Erik Naggum (1965 – 2009)
Lisp programmer.
Norway did not even have a revolution at the time the rest of Europe was busy figuring out human rights and stuff, because we were busy fighting over how to spell it.
The ultimate laziness is not using Perl. That saves you so much work you wouldn't believe it if you had never tried it.
So pardon my cynical twist, but what are you doing with that 20,000×20,000 double-precision floating point matrix you say you need to invert today? If you answer "nutt'n, I jus kinda wondered what it'd be like, you know", you should be very happy that I am most likely more than 3000 miles away from you, or I would come over and slap you hard.
Unformed people delight in the gaudy and in novelty. Cooked people delight in the ordinary.
Sometimes, the only way to learn something really well is to revert to the state of mind of a novice and reawaken to the raw observations that you have accumulated instead of relying on the conclusions you have reached from the exogenous premises absorbed through teaching and bookish learning.
Getting C programmers to understand that they cause the computer to do less than minimum is intractable. … Ask him why he thinks he should be able to get away with unsafe code, core dumps, viruses, buffer overruns, undetected errors, etc., just because he wants "speed".
A little knowledge is a dangerous thing. I regret that this isn't fatal.
Have you considered the option of getting the joke? If not, try it now and redeem your soul.
All experience has taught us that solving a complex problem uncovers hidden assumptions and ever more knowledge, trade-offs that we didn't anticipate but which can make the difference between meeting a deadline and going into research mode for a year, etc.
I have come to believe that large print, thick and heavy paper, and wide margins and oversize leading is indicative of the expected intelligence of the reader. … Compare children's books and books on Web Duhsign or other X-in-21-days books. If the reading level of a specification is below college level, chances are the people behind it are morons and the result morose.
In a fight against something, the fight has value, victory has none. In a fight for something, the fight is a loss, victory merely relief.
Gotos aren't damnable to begin with.
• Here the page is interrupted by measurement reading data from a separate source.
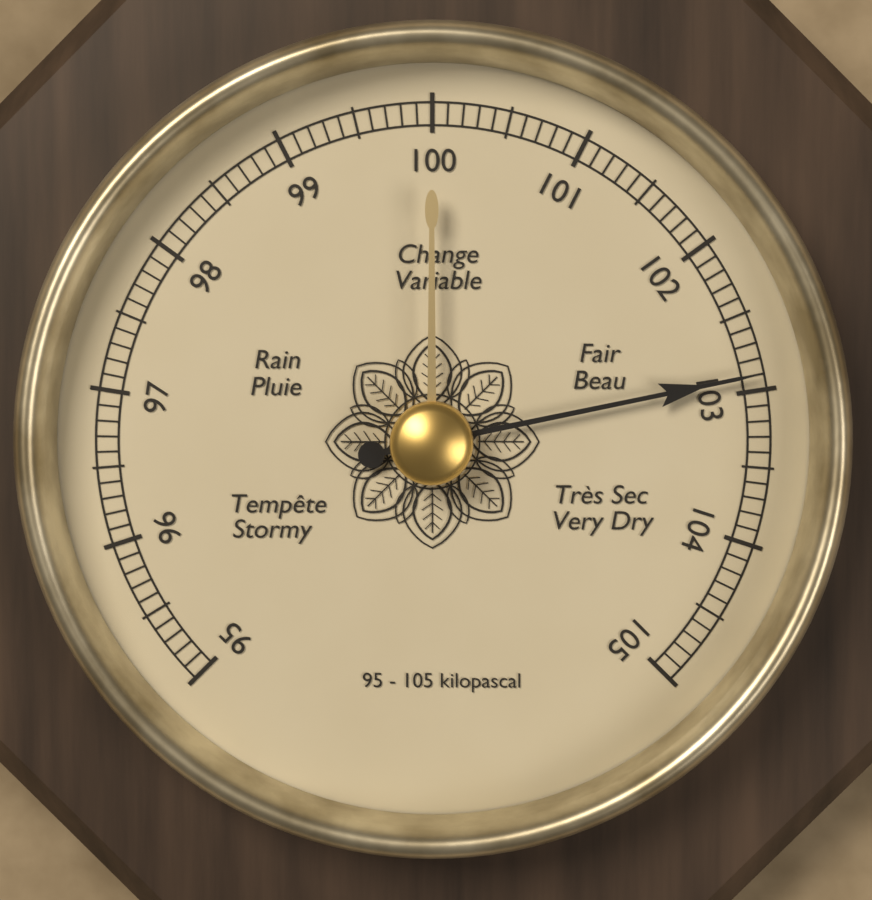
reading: 102.9 kPa
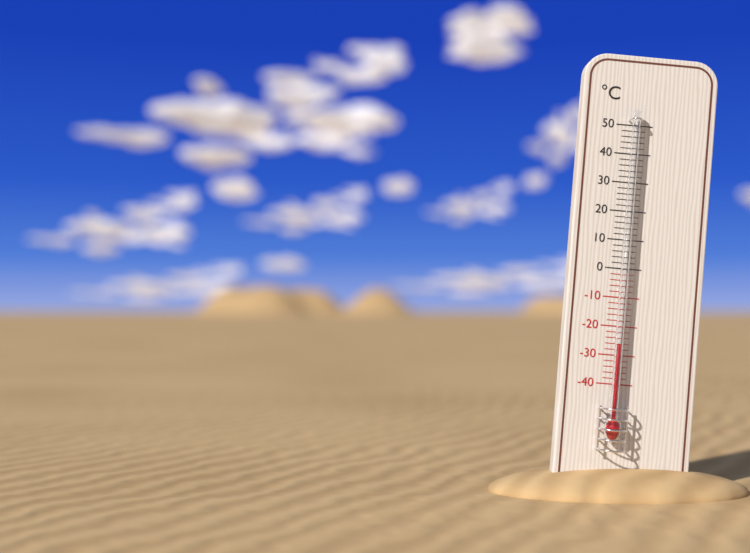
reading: -26 °C
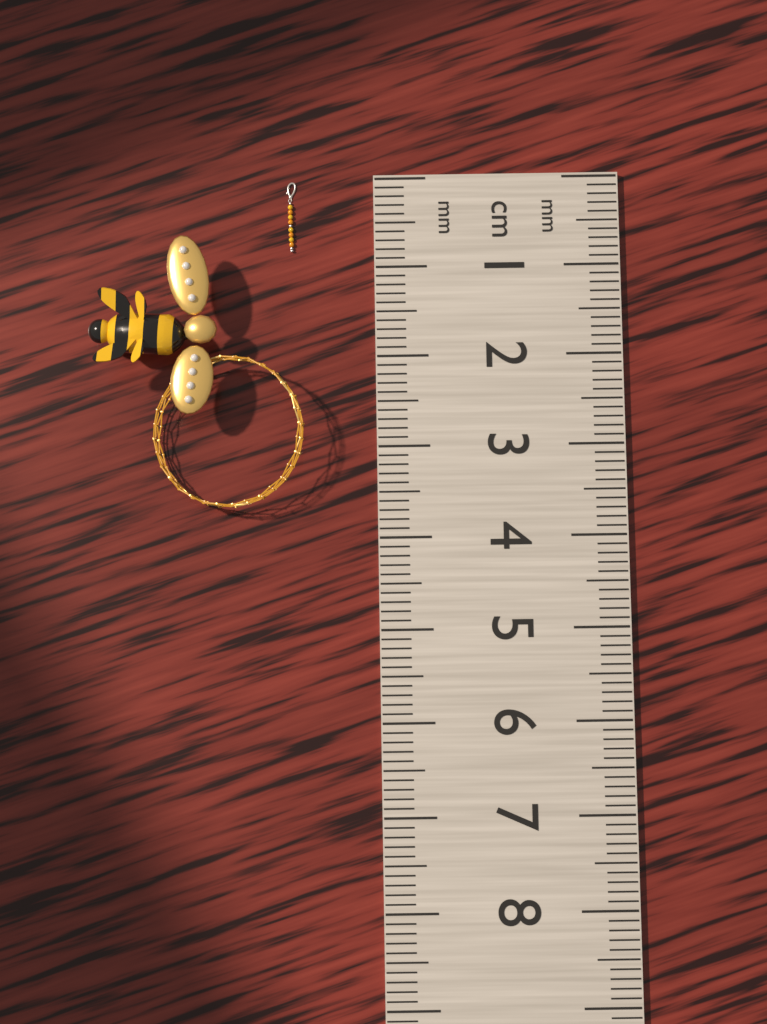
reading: 0.8 cm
If you aren't smart enough to distinguish what's bad about some gotos from all gotos, goto hell.
From the Latin word "imponere", base of the obsolete English "impone" and translated as "impress" in modern English, Nordic hackers have coined the terms "imponator" (a device that does nothing but impress bystanders, referred to as the "imponator effect") and "imponade" (that "goo" that fills you as you get impressed with something – from "marmelade", often referred as "full of imponade", always ironic).
Excuse me while I barf in Larry Wall's general direction.
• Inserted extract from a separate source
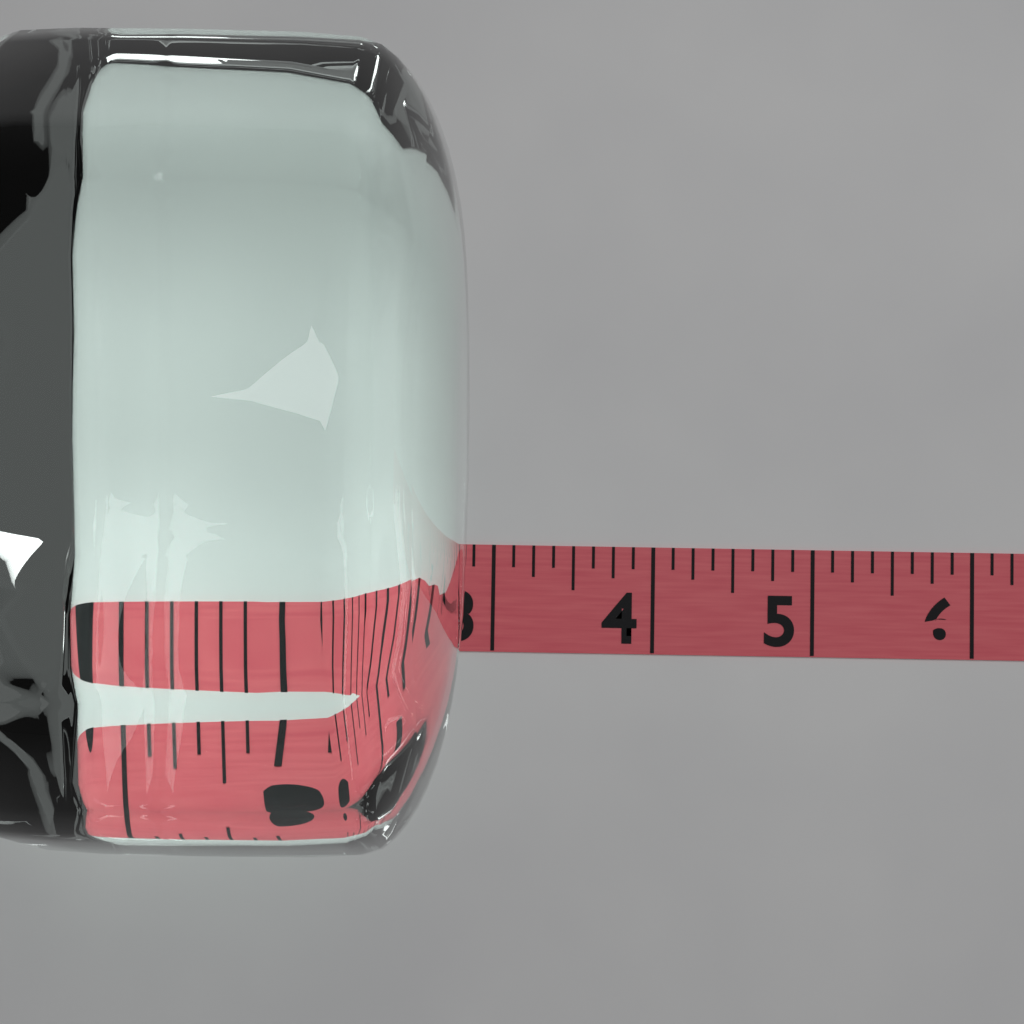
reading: 2.875 (no unit)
Companies that go bankrupt are a danger to healthy competition. They are able to make their creditors and shareholders pay for their losses and bad management and then to start anew with assets that they essentially got for free, quite unlike the competition that has not gone bankrupt, who have to pay full price for their assets, but quite similar to how their customers have wanted their products, for too little money.
You become a serious programmer by going through a stage where you are fully aware of the degree to which you know the specification, meaning both the explicit and the tacit specification of your language and of your problem. "Hey, it works most of the time" is the very antithesis of a serious programmer, and certain languages can only support code like that.
If you think this year is "97", you are not "year 2000 compliant".
aestheticles: n. The little-known source of aesthetic reactions. If your whole body feels like going into a fetal position or otherwise double over from the pain of experiencing something exceptionally ugly and inelegant, such as C++, it's because your aestheticles got creamed.
The past is not more important than the future, despite what your culture has taught you. Your future observations, conclusions, and beliefs are more important to you than those in your past ever will be. The world is changing so fast the balance between the past and the future has shifted.
XML is a giant step in no direction at all.